Thursday, April 19, 2007

Australia - The Last Frontier


Perth, Western Australia
April 20, 2007

I came to Western Australia in 1965 and with a Houston corporate entity co-founded a vertically integrated agriculture empire. It was the biggest in West Kimberley Region history. Seven cattle stations comprised 6,700 square miles and were stocked with 100,000 Brahman and Shorthorn cattle, and 1,500 horses. We constructed a feed lot and pioneered the feed lotting of cattle then a zero dollar export earner for Australia, today a $2.5 billion market. An irrigation farm development of 100 square miles produced record grain sorghum crops. Our program sold government on making the Port of Broome a deep water port, it had been a tidal port which restricted accesss. An agency subsidiary represented Shell, Goodyear, trucking companies and was a communication base for the Company with its staff representing 28 countries of birth. The Company marketed 37% of Western Australian Region cattle putting $1 of every $3 in circulation for a twenty year period. This is a region with a "wet" and a "dry"season, the "wet" realized from cyclones in the December-April period. The West Kimberley experienced a mini-tsunami with record rainfall putting the Fitzroy River in flood. Sixty thousand cattle on the Fitzroy River frontage were drowned along with countless horses and wildlife. The 100,000 square mile farm infra-structure was destroyed. Simultaneously a ship loaded with machinery and fertilizer burned in the Gulf of Mexico. It meant the demise of our pioneering effort.

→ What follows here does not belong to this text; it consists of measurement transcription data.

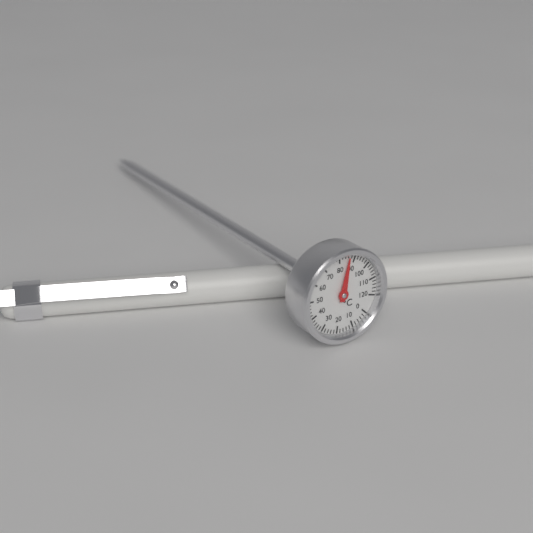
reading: 86 °C
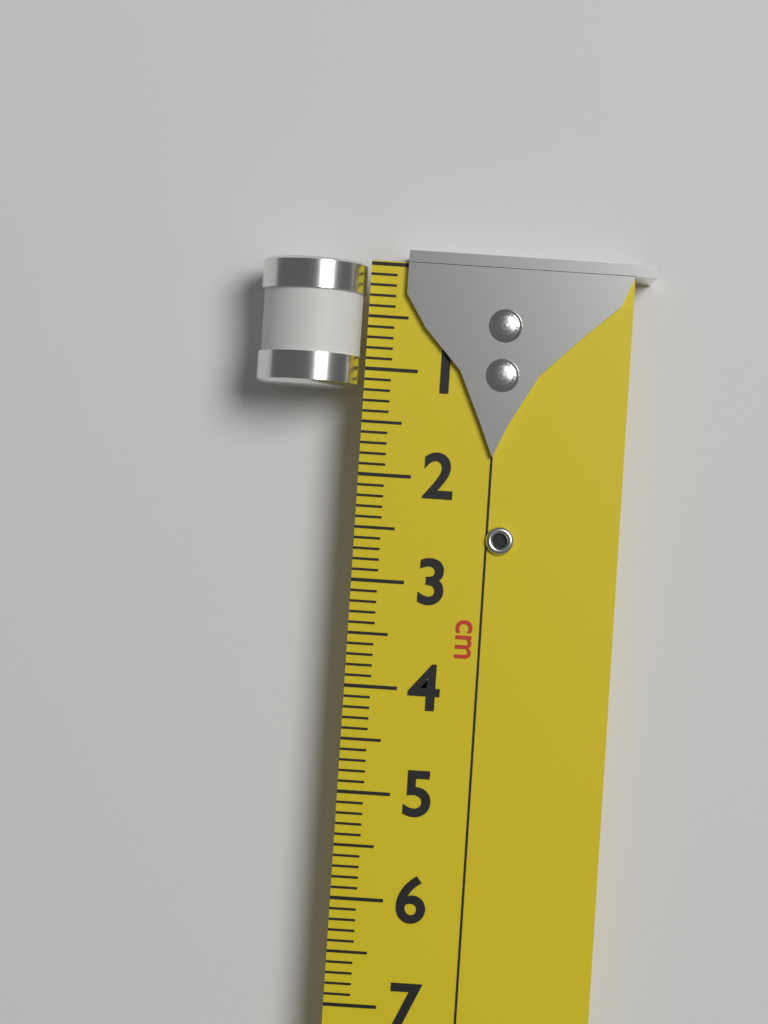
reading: 1.2 cm
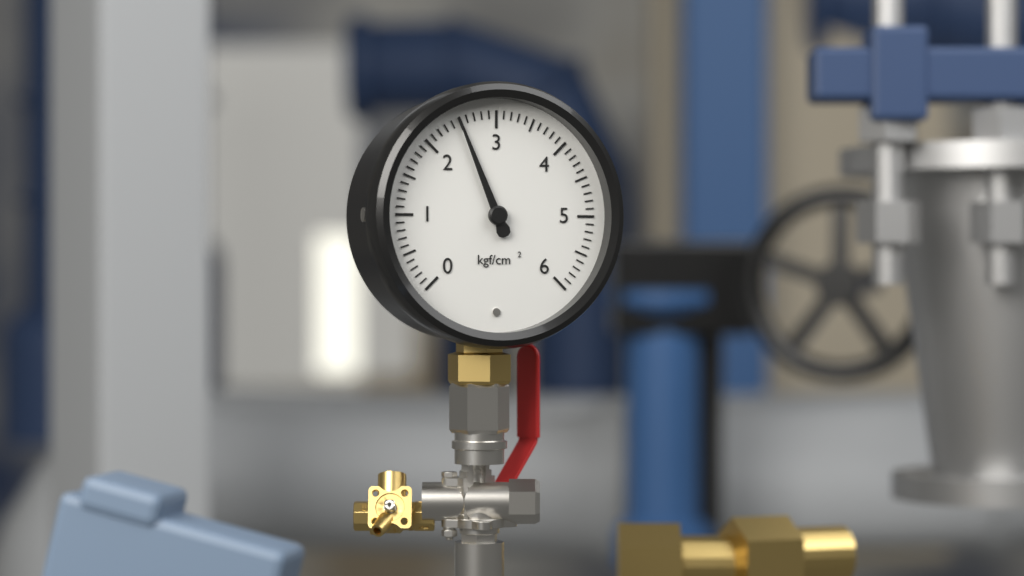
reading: 2.5 kgf/cm²
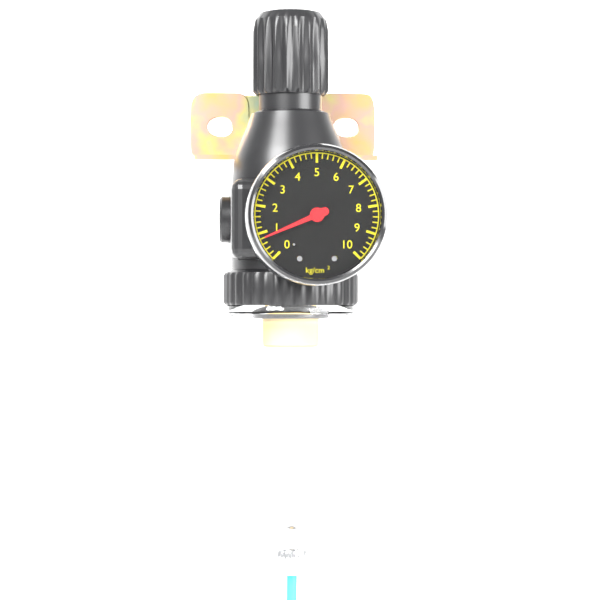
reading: 0.8 kg/cm²
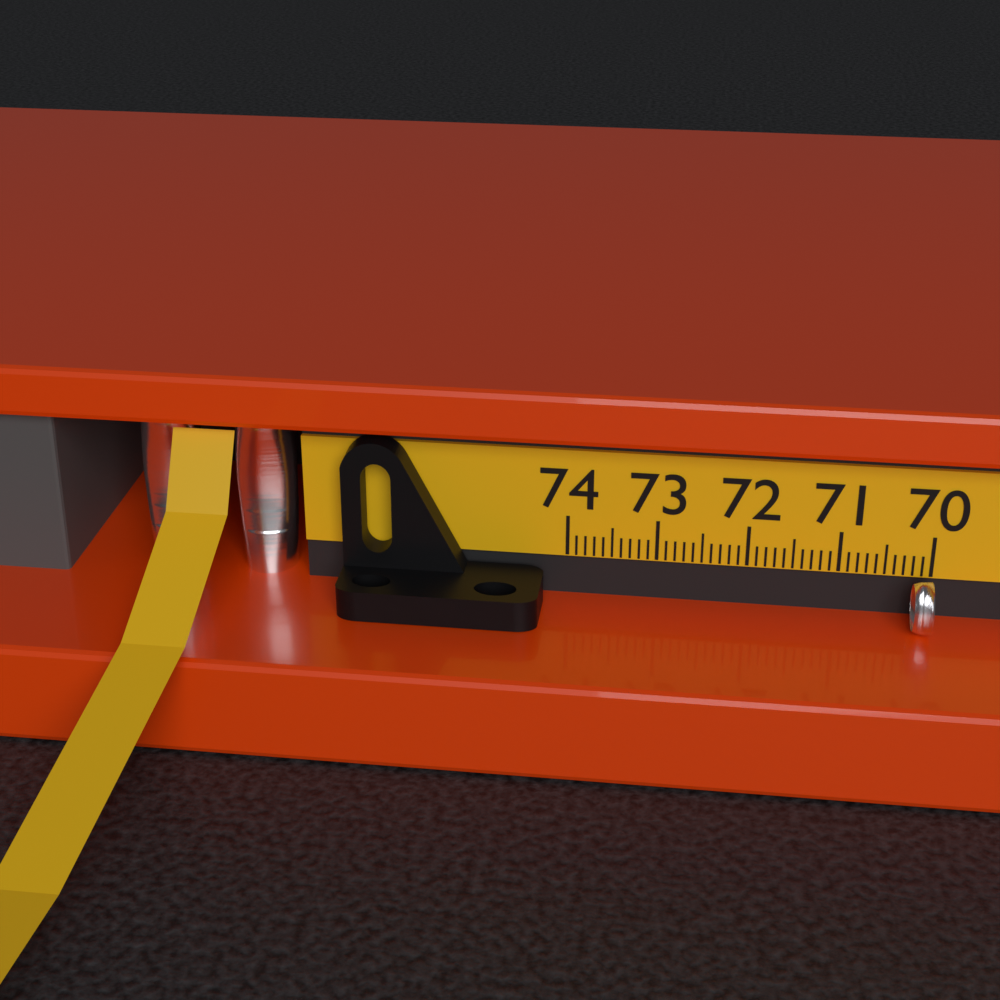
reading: 70.2 (no unit)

Upon reflection flood control measures, rarely constructed in today's Australia, would have prevented sucha disaster. West Australia is a state, that if a country, would be the world's 8th largest. 86% of rainfall occurs in the West Kimberley Region, a region larger than Texas and with a population of fewer than 30,000. The region has tremendous renewable resources and a potential equal to the Lower Rio Grande Valley of Texas. The Fitzroy River and the Rio Grande River have the same four million acre feet water flow. They have similar climates and numbers in bird life with each a major flyway. Eco-tourism in the Rio Grande $1.7 billion in the West Kimberley $260 million. The Rio Grande River boasts two dams, the Fitzroy none. The Rio Grande a $16 billion economy, the Fitzroy maybe a third of a billion. It means opportunity for someone seeking the new frontier and new challenges.

In this blog I will be covering development opportunities and reporting on the general events here Down Under. Let me hear from you.